Reports by Special Agents give us another piece of the situation. The reports stated that there were extreme poverty and much illness and no opportunity to grow their foods at the reservations of Grand Ronde and Siletz. They then noted that if this continues, then enough people will die from maltreatment that there will soon not be a food problem. We really then have to wonder if the special agent understood the situation correctly through their investigation? Was it the case that the maltreatment of the tribes on reservation caused the death of hundreds of people and was this forced starvation planned? We have no evidence either way for this, but maybe that does not matter because we can see the effect. In another issue, medical care access was also a big problem. Many tribal members did not use the white doctors but we really wonder if they had cause as well? How did the medical doctors treat them and were the treatments for illnesses effective and based on current science with the appropriate level of medications? This is difficult to understand but it was the case that there were epidemics that raged through the reservations but that the doctor did not always have the medicines they needed due to funding concerns. The access issue clearly needs more investigation. In the 1870s there are a few cases in correspondence (SWORP) where natives pool their money to send someone to the town to get medicines for their sick children. Why would they have to do this is the reservation doctor was supposed to be caring for them?
We ask then, what happened to the people at Grand Ronde? Why this huge decline of 800 by 1900? A good question. I think clearly a large percentage of this number is related to diseases, but the bigger number had to be people leaving to find opportunity. The first few years are key, but there is a lack of good records of that period. In this period, 1856-1860, we likely see the death of a good number of people newly exposed to illnesses, they likely did not have enough medicines at the reservations and they may have been saddled with other factors too.
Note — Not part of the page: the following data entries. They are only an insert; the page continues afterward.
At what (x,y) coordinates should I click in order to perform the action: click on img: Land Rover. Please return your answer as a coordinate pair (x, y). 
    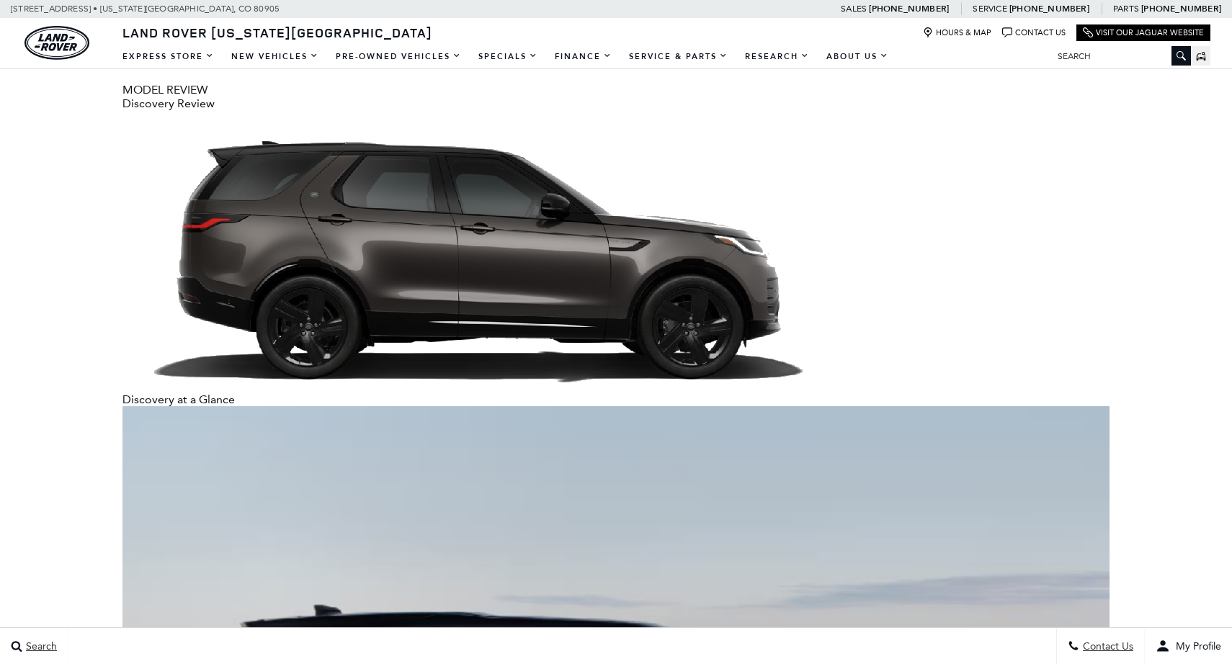
    Looking at the image, I should click on (57, 43).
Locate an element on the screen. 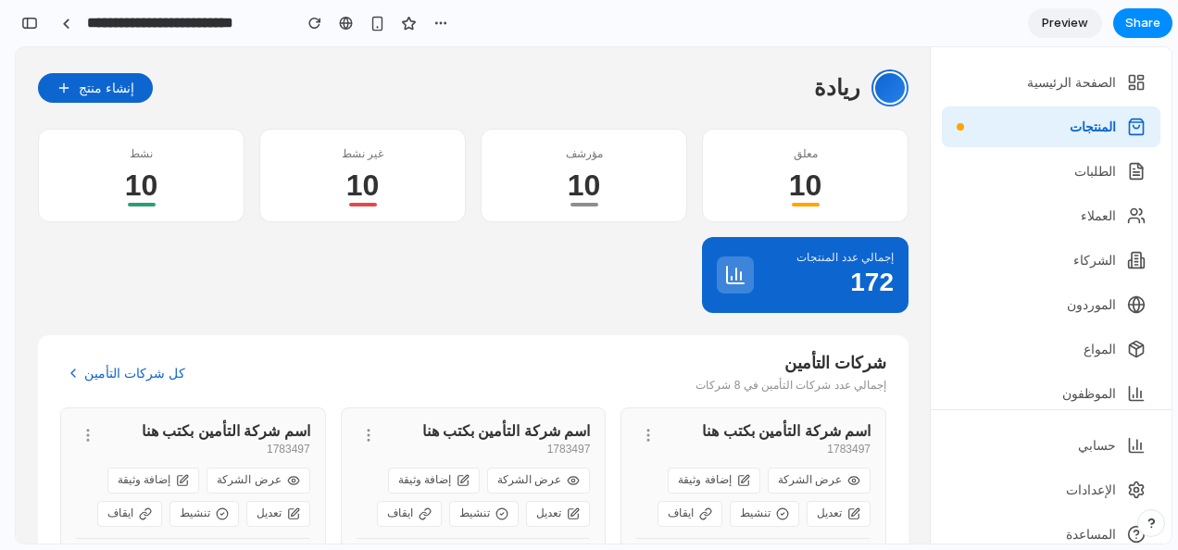 The width and height of the screenshot is (1178, 550). span: المواع is located at coordinates (1021, 302).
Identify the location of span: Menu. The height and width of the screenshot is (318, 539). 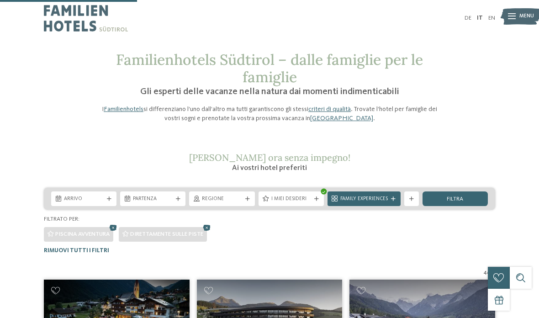
(526, 16).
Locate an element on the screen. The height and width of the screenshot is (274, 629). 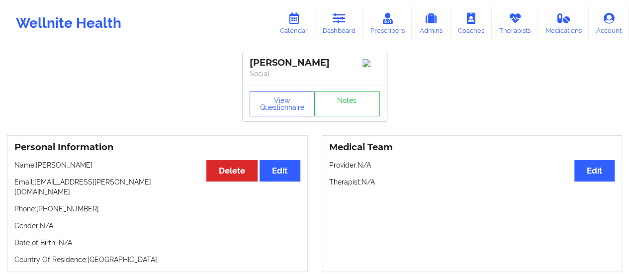
a: Admins is located at coordinates (431, 23).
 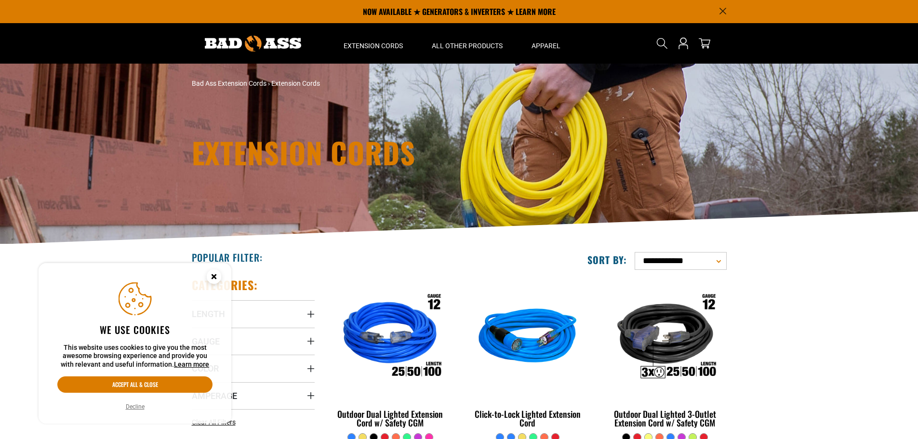 I want to click on span: Apparel, so click(x=546, y=46).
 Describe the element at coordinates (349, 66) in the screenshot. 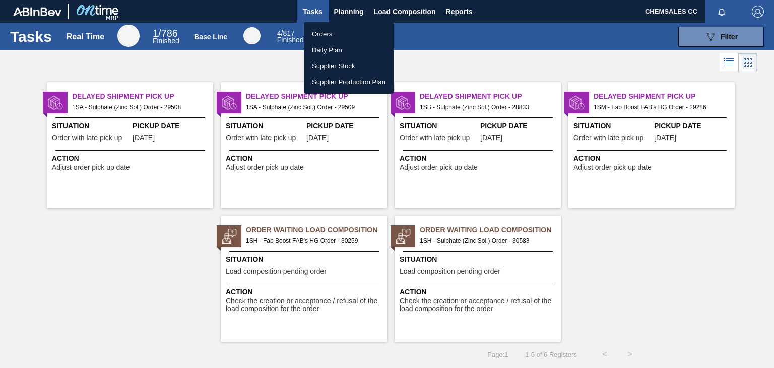

I see `a: Supplier Stock` at that location.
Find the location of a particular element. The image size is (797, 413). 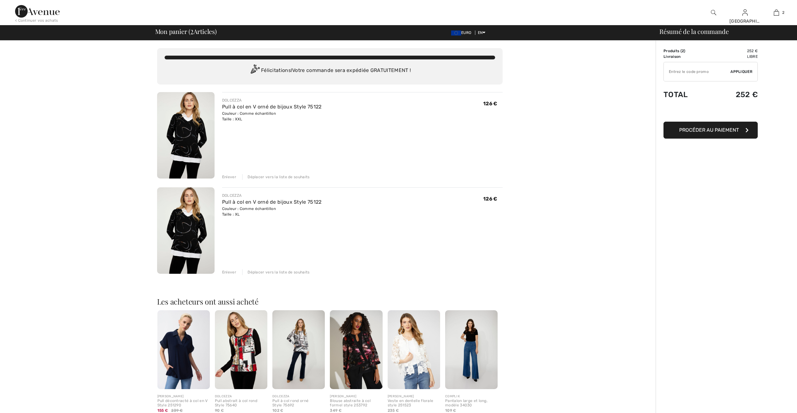

img: Pull décontracté à col en V Style 251290 is located at coordinates (184, 349).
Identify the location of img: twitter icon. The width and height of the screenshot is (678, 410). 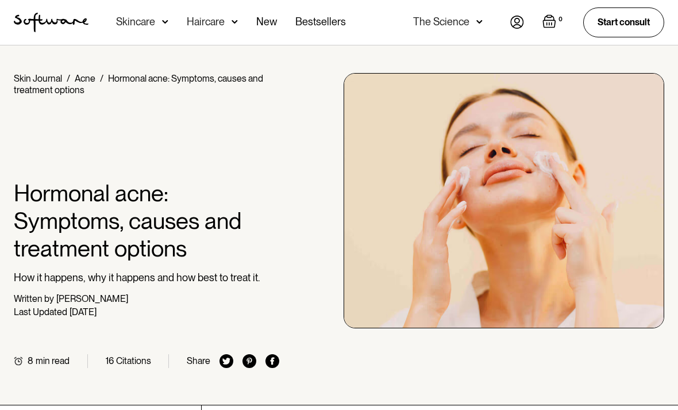
(226, 361).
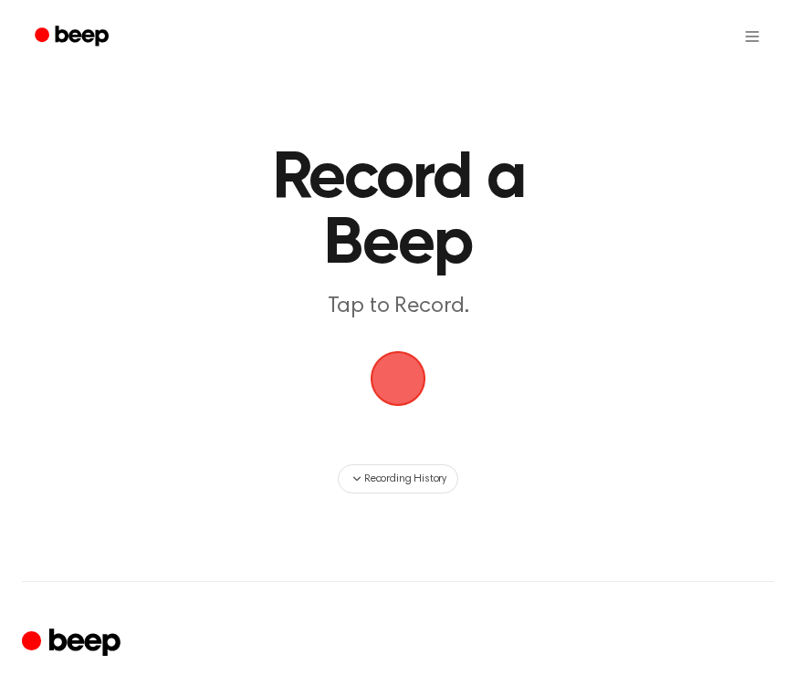 Image resolution: width=796 pixels, height=675 pixels. I want to click on p: Tap to Record., so click(398, 307).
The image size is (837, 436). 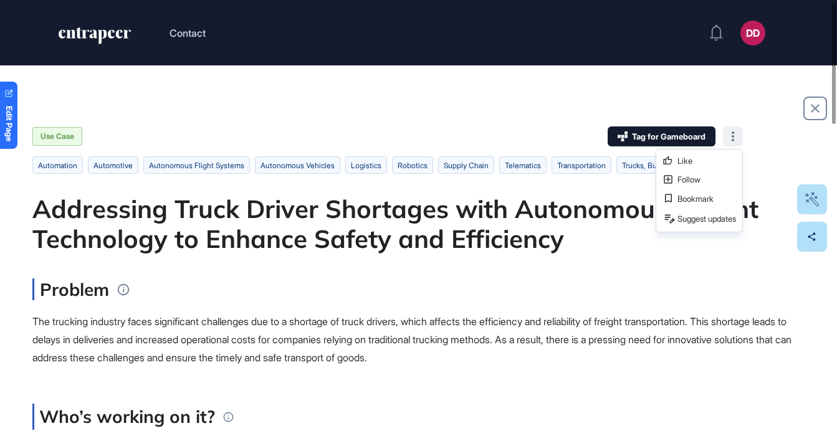 I want to click on li: Logistics, so click(x=366, y=165).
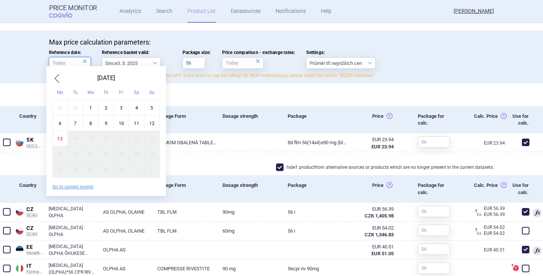 The height and width of the screenshot is (276, 543). What do you see at coordinates (152, 108) in the screenshot?
I see `div: Sun Oct 05 2025` at bounding box center [152, 108].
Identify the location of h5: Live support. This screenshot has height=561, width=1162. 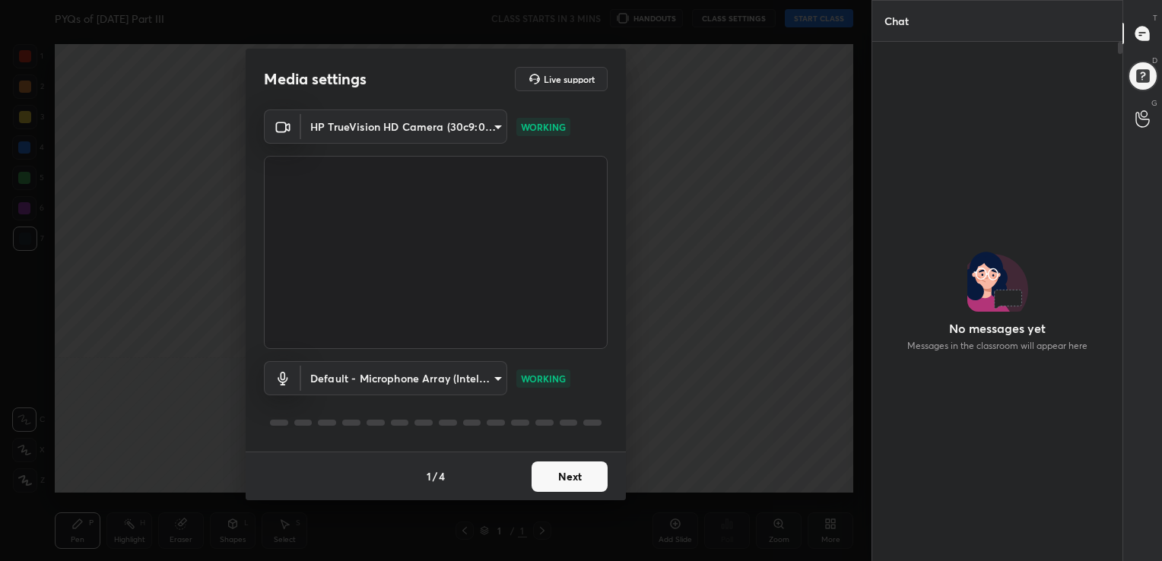
(569, 79).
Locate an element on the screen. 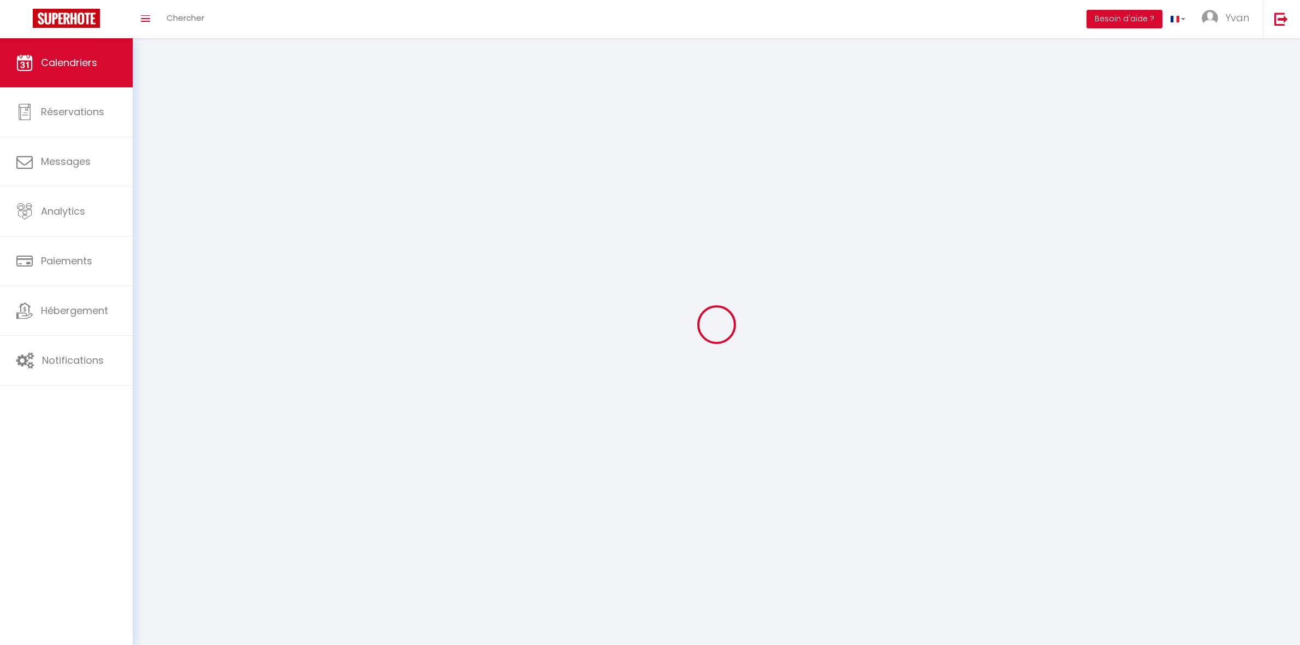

Many of these people are newly out of a war of extermination where they lost hundreds of their own family members to white aggression and war. Were they psychologically scarred as well? Then the other factor would be nutrition and environment. Many of these people had to adjust to a new diet based on beef, wheat and swine, and new vegetables, and the environment of the Yamhill valley was not like their original lands. These new factors and poverty likely contributed exponentially to the loss of hundreds of natives in just a few years.
It does not help that the records of this are difficult to come by if records were even kept.
For additional reading: The Native American experience with COVID-19 is only the latest chapter in a centuries-long tragedy.